Reviews

Under the Shadow at the Almeida Theatre – review

Carmen Nasr’s stage adaptation of the film by Babak Anvari runs until 4 July

Sarah Crompton

Sarah Crompton

| London |

10 June 2026

Leila Farzad in Under the Shadow
Leila Farzad in Under the Shadow, © Marc Brenner

It’s 1988 in post-revolutionary Iran, and Iraq is launching missile strikes at Tehran, as part of the escalation of the ongoing Iran-Iraq war. In her comfortable apartment, Shideh is watching an illegal Jane Fonda video to pass the time, while her daughter plays in the apartment below with a boy who has been orphaned by the war, watching his parents die before his eyes.

Shideh is educated, sophisticated and frustrated; a kindly neighbour brings her news that she will no longer be able to continue her medical studies because “your name is on a list” thanks to her political activism. She is determined to be a doctor, but is stuck at home while her husband, also a doctor, has to leave for the front. He wants her to escape the city, to take their daughter to safety with his family in the North. She refuses. A missile lands on the roof. Then things get really weird.

Under the Shadow, adapted by Carmen Nasr from the Bafta-winning Farsi film by Babak Anvari, is a curious play, a blend of the naturalistic and the supernatural that seeks to use the story of a haunting as a metaphor for the effects of political repression and religious extremism. Yet it also wants to be a tale of the uncanny, and in that odd mix its tone resides.

It is beautifully realised by director Nadia Latif and designer Ben Stones, who place Shideh, played with elegant conviction by Leila Farzad, in a recognisably aspirational apartment, with light streaming through the taped-up windows and a Fondation Maeght Miro poster on the wall. The bomb blast is shown with equal detail, with dust seeping out in James Farncombe’s sepia light, as the inhabitants of the apartment block shelter in a cellar, shown by grouping them in a hole at the front of the stage.

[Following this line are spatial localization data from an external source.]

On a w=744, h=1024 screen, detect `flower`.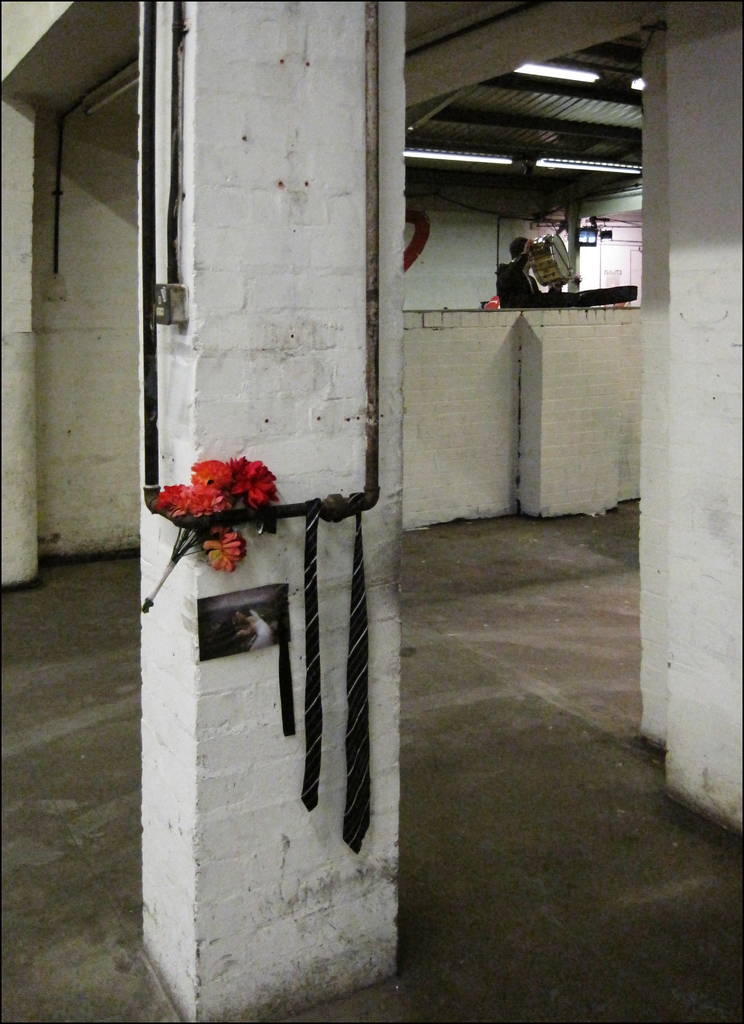
pyautogui.locateOnScreen(149, 446, 277, 529).
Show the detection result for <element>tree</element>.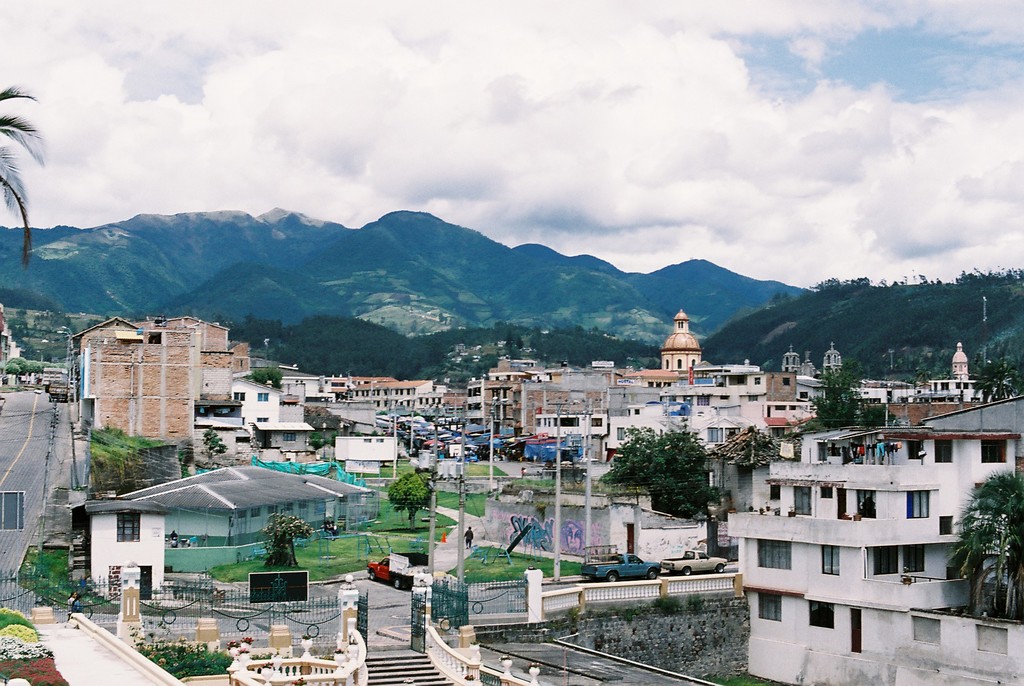
x1=241 y1=366 x2=289 y2=389.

It is also genuinely scary. When things start to go bump in the night and seven-year-old Dorsa (played at this performance by Erin Jemmotte) begins to communicate with an unseen and malign spirit, the shocks of light and the creaks and inexplicable happenings in the apartment are beautifully conjured by the entire design team, including sound designer Donato Wharton.

The cast of Under the Shadow
The cast of Under the Shadow, © Marc Brenner

There is something spooky and unsettling about the mysterious goings on – the loss of a doll, the neighbour Mrs Ebrahimi’s tales of possessing djinn – that adds a layer of mystery to what has seemed to be a simple story of life disrupted by war.

But while the horror elements mirror the sheer desperation of lives torn apart by a battles they cannot control, the acting is firmly rooted in the real, creating a disparate cast of characters all reacting in different ways to the situation in which they find themselves, from Souad Faress’s sophisticated Mrs Fakur, who reads books in French as the bombs fall, to Mona Goodwin’s gossipy Mrs Ebrahimi, in the grip of both religion and superstition, but genuine in her concern.

The mix is intriguing and always watchable. There’s something compelling about how unexpectedly Under the Shadow twists and turns, and its portrait of people living with terror has strong contemporary resonance as war once more rips through the Middle East.

As the djinn becomes embodied, the play’s shocks begin to stray into Woman in Black territory, and its shifts in tone become too jarring. It can’t sustain the delicate balance it has created – but it is undoubtedly both original and enjoyable.